Section: Opinion

Drop Common App

Another April finds the Kenyon admissions office in the full motion of a second admissions year unfettered by the writing supplement, and I must say that as a campus we should step back and congratulate ourselves. We are easily on the way to becoming the 29th-best private liberal arts college in the nation, according to U.S. News & World Report.

With a magnificent surge – upwards of 60 percent – in applications following the writing supplement’s ousting, the admissions office has been busy reaching out to students who previously found Kenyon inaccessible. I am made to understand that we have widened our admissions pool to include candidates whose other diverse choices included Duke University, MIT and the Mount Vernon Nazarene University. It is a bloom of new audiences.

With prospective students’ likely top three reasons for applying ranked as “ease of application,” “John Green” and “other,” I believe that we have arrived at an epoch of new students who may know Kenyon better than Kenyon knows herself. These new figures, particularly our 24-percent acceptance rate, is something we may all proudly hang our hats on. But it would be foolish to stop here.

If so small a change in Kenyon’s admissions ethos leads to such immense results, I daresay we would be unintelligent to be content with it. Only think of the increased diversity an even broader prospective student pool might lead to, if we are willing to do a bit of roadblock removal.

I think that if we are truly dedicated to increasing the cast of the Kenyon net, it is time to do away with the universal Common Application. It is not universal enough. It was, as most of you might recall, simplicity itself. But as all progress eventually does, the Common Application is now defeating its purpose. We might take inspiration for a new course from a presidential candidate.

Republican hopeful Ted Cruz has lately endorsed the brilliance of a flat tax Americans might file on a tax form the size of a postcard. I’m rather taken with the idea, and I think there’s no reason Kenyon should not apply it to its own admissions goals. If we might mail an application postcard to every eligible highschooler in America, there is no end to the countless applications we would receive. Think of the thousands we might turn away; our admissions rate would make Harvard look like the University of Phoenix. We might house the requisite admissions staff in the Buckeye Candy Building.

Kenyon is on the cusp becoming a viable contender in the admissions game played by all of our peers. I say we finish what we started when we did away with the writing supplement, and give the Cruz admissions policy a go; simplification of Kenyon’s admissions process is our ticket to being number one. Or at least number 28 on the U.S. News & World Report.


YOUR TASK »
Could you copy out every line of the data where the word "折り目をつけてから" occurs?
--- SOURCE MATERIAL Enclosed Below ---
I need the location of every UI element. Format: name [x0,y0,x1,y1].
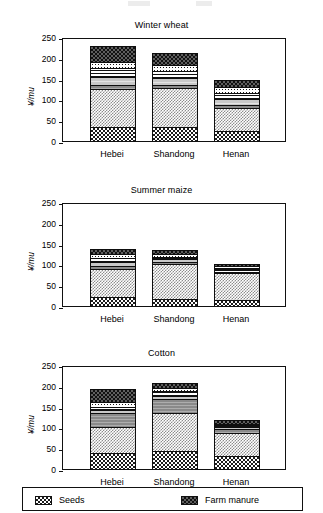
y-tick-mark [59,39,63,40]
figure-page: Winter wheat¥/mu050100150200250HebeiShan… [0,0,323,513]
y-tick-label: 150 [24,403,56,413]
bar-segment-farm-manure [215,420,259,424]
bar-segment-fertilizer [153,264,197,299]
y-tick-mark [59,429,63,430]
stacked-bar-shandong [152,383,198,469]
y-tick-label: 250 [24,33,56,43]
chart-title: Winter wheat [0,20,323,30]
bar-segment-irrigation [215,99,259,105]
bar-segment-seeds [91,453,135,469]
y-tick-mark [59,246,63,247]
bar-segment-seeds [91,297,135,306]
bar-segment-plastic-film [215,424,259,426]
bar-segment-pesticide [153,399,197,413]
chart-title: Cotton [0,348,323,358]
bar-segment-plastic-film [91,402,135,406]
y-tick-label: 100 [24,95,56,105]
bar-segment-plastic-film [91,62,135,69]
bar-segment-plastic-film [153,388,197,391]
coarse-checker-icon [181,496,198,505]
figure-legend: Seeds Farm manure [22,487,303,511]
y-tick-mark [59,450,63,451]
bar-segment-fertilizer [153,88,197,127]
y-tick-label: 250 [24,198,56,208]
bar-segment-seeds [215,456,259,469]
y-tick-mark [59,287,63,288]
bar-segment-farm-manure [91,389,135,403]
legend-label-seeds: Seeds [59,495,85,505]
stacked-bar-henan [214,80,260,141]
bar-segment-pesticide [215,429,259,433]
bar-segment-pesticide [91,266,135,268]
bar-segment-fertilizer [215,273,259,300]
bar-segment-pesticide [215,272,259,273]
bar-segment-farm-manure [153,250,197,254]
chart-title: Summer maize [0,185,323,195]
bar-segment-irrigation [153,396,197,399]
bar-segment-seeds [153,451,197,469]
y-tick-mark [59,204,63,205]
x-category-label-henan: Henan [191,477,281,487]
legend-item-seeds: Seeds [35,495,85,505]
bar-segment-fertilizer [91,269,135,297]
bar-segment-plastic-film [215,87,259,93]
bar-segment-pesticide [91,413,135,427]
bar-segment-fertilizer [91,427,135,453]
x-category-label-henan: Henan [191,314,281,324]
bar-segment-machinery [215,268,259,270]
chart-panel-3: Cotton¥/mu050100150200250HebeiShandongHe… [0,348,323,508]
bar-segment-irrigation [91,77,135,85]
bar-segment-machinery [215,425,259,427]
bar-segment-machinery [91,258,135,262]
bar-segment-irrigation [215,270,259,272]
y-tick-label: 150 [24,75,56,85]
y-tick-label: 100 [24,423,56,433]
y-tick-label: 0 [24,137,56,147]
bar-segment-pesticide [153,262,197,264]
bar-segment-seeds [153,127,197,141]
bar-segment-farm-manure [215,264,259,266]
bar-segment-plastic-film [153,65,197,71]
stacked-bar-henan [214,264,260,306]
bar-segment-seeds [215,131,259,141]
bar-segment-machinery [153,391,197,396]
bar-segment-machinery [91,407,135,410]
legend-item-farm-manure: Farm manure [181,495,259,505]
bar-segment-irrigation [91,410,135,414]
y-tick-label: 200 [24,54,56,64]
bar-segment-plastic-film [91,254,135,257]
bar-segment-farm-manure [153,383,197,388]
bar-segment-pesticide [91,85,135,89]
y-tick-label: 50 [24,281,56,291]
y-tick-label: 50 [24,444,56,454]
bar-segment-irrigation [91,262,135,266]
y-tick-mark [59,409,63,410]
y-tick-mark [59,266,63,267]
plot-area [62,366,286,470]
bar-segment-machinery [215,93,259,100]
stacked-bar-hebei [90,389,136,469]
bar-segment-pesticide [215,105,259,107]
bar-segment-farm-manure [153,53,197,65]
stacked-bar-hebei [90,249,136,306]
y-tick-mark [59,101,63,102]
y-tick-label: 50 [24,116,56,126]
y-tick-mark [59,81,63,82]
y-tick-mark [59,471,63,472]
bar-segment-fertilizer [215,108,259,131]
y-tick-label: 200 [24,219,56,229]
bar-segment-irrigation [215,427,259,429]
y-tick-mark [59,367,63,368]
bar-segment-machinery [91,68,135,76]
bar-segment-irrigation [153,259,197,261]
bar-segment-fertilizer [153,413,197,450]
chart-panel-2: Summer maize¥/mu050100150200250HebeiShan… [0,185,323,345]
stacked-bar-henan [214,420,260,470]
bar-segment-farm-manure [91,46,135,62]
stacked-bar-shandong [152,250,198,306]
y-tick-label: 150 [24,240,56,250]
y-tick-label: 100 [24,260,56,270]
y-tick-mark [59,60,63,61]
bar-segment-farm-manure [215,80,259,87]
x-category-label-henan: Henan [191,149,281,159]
--- End of Enclosed SOURCE MATERIAL ---
--- SOURCE MATERIAL Enclosed Below ---
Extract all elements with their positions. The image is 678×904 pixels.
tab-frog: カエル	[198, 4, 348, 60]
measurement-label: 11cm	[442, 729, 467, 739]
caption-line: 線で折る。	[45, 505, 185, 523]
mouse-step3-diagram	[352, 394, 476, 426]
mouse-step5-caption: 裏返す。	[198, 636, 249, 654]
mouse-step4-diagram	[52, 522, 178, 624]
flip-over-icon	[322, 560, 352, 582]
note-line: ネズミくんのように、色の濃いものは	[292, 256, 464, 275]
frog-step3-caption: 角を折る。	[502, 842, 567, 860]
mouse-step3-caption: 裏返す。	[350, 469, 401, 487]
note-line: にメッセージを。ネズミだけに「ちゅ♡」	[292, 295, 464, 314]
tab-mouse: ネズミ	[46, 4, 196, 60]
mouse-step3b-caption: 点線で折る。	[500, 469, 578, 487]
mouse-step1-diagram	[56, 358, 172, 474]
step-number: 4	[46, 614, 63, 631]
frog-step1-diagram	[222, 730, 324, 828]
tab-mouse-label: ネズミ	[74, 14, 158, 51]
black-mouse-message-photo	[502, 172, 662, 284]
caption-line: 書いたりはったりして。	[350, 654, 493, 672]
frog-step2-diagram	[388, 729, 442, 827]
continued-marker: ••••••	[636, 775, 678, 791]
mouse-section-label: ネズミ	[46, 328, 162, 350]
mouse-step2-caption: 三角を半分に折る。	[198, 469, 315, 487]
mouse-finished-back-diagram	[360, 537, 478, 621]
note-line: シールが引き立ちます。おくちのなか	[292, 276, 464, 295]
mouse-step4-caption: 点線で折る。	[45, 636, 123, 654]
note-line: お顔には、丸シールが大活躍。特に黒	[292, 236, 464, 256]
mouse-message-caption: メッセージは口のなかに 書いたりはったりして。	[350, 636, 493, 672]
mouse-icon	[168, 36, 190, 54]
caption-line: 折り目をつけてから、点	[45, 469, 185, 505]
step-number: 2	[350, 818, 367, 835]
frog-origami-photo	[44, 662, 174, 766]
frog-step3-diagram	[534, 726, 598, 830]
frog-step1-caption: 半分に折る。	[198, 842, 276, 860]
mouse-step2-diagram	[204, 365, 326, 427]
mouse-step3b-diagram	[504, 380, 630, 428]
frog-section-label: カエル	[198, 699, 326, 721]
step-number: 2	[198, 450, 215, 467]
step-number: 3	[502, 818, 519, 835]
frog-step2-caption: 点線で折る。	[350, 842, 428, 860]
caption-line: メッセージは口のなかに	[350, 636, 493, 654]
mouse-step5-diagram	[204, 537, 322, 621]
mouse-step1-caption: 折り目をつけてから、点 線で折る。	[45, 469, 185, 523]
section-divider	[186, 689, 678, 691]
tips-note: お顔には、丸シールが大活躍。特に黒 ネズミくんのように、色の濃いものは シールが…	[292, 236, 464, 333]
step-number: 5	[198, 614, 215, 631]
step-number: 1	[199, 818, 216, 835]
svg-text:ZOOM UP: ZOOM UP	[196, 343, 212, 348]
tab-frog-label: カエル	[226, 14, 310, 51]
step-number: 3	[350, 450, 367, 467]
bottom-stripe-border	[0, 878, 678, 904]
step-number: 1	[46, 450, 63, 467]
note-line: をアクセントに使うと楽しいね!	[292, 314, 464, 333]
--- End of Enclosed SOURCE MATERIAL ---
--- SOURCE MATERIAL Enclosed Below ---
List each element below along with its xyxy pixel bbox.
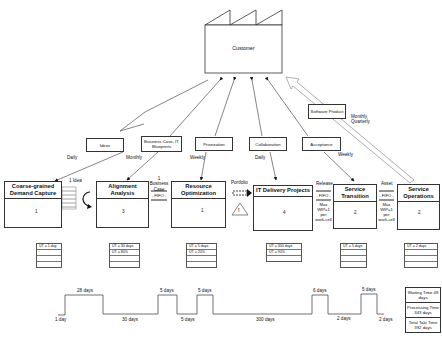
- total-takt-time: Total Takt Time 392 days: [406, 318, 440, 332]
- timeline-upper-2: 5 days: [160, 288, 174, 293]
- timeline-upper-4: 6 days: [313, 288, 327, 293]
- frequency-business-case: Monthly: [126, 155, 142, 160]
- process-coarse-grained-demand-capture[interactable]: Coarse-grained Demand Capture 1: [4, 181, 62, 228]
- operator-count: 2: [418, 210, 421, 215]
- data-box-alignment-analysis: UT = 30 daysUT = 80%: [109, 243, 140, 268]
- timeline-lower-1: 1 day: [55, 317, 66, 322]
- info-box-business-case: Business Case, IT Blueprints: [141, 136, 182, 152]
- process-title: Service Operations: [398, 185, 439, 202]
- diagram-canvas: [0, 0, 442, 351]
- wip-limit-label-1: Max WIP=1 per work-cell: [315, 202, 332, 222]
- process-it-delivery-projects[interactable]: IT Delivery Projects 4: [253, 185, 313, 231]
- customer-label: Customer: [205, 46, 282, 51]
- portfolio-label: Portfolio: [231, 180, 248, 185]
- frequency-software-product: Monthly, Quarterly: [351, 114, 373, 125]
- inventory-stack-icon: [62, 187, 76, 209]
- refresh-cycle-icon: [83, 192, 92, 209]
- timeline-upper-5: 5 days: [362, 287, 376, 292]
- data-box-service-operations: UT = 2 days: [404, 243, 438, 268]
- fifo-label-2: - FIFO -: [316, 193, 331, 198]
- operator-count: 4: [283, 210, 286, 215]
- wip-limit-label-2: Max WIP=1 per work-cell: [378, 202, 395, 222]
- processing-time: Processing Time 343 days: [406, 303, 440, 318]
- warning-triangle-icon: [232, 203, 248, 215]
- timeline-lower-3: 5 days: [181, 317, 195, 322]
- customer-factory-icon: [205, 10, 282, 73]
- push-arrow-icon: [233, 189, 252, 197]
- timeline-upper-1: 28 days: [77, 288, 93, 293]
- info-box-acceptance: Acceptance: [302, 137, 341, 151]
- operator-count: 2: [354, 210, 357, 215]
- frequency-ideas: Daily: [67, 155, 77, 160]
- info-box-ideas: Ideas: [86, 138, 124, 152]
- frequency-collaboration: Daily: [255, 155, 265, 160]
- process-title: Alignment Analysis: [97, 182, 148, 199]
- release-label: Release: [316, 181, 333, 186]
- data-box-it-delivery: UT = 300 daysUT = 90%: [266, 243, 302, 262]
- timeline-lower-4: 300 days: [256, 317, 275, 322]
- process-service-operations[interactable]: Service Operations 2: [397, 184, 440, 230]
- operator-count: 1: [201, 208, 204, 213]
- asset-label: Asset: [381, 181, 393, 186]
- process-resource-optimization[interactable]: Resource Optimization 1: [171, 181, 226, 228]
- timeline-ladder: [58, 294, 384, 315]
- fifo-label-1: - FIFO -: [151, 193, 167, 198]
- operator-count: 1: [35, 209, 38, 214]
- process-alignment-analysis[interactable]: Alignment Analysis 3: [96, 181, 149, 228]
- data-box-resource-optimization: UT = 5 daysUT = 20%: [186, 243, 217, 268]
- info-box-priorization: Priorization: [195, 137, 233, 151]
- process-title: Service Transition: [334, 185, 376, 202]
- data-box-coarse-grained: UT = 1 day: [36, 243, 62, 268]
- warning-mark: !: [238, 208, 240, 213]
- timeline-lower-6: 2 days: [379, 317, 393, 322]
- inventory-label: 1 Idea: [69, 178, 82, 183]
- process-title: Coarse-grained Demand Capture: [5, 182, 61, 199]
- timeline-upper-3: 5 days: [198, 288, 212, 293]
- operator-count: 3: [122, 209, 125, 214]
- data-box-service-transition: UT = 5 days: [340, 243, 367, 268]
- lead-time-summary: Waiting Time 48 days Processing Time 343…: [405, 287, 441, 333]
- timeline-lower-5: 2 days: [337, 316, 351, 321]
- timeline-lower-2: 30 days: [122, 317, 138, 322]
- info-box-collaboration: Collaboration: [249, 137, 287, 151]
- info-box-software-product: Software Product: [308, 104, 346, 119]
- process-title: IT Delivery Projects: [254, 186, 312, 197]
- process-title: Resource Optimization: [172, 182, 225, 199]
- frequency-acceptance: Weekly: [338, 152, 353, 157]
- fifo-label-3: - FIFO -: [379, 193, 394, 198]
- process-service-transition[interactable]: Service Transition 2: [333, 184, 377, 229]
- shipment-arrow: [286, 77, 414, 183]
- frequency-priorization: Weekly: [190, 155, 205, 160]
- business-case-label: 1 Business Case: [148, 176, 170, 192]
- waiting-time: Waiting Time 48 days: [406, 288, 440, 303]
--- End of Enclosed SOURCE MATERIAL ---
ANSWER TO THIS EXERCISE »
caption-line: 折り目をつけてから、点	[45, 469, 185, 505]
mouse-step1-caption: 折り目をつけてから、点 線で折る。	[45, 469, 185, 523]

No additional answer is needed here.